Taking the listing below, restate word for word each line from the line with "This screenshot has height=1020, width=1813." to the line with "This screenshot has height=819, width=1455.", ends included, and stop there.

━━━━━━━━

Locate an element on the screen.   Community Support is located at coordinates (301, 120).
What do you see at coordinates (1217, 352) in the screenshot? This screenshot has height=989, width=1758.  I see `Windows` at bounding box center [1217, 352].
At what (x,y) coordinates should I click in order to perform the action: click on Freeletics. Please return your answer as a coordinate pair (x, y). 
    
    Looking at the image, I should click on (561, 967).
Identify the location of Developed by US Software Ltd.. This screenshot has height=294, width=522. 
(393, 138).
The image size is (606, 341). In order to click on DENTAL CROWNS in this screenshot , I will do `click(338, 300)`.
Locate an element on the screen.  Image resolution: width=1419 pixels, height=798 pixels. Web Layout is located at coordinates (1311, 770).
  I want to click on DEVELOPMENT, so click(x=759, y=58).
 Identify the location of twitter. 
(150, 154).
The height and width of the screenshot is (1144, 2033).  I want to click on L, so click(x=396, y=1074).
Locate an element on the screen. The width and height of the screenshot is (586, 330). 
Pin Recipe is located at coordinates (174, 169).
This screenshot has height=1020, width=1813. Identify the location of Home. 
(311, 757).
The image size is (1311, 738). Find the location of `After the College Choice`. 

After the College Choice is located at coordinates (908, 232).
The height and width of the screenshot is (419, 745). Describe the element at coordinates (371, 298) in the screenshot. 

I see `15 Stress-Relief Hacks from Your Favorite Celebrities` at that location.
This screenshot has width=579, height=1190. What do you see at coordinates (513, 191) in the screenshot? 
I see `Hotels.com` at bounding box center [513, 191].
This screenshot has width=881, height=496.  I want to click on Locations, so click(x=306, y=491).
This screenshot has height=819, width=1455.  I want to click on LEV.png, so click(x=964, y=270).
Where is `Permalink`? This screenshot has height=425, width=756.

━━━━━━━━

WRITTEN SOLUTION ->
This screenshot has height=1020, width=1813. Identify the location of Home. 
(311, 757).
The image size is (1311, 738). Find the location of `After the College Choice`. 

After the College Choice is located at coordinates (908, 232).
The height and width of the screenshot is (419, 745). Describe the element at coordinates (371, 298) in the screenshot. 

I see `15 Stress-Relief Hacks from Your Favorite Celebrities` at that location.
This screenshot has width=579, height=1190. What do you see at coordinates (513, 191) in the screenshot? 
I see `Hotels.com` at bounding box center [513, 191].
This screenshot has width=881, height=496.  I want to click on Locations, so click(x=306, y=491).
This screenshot has height=819, width=1455.  I want to click on LEV.png, so click(x=964, y=270).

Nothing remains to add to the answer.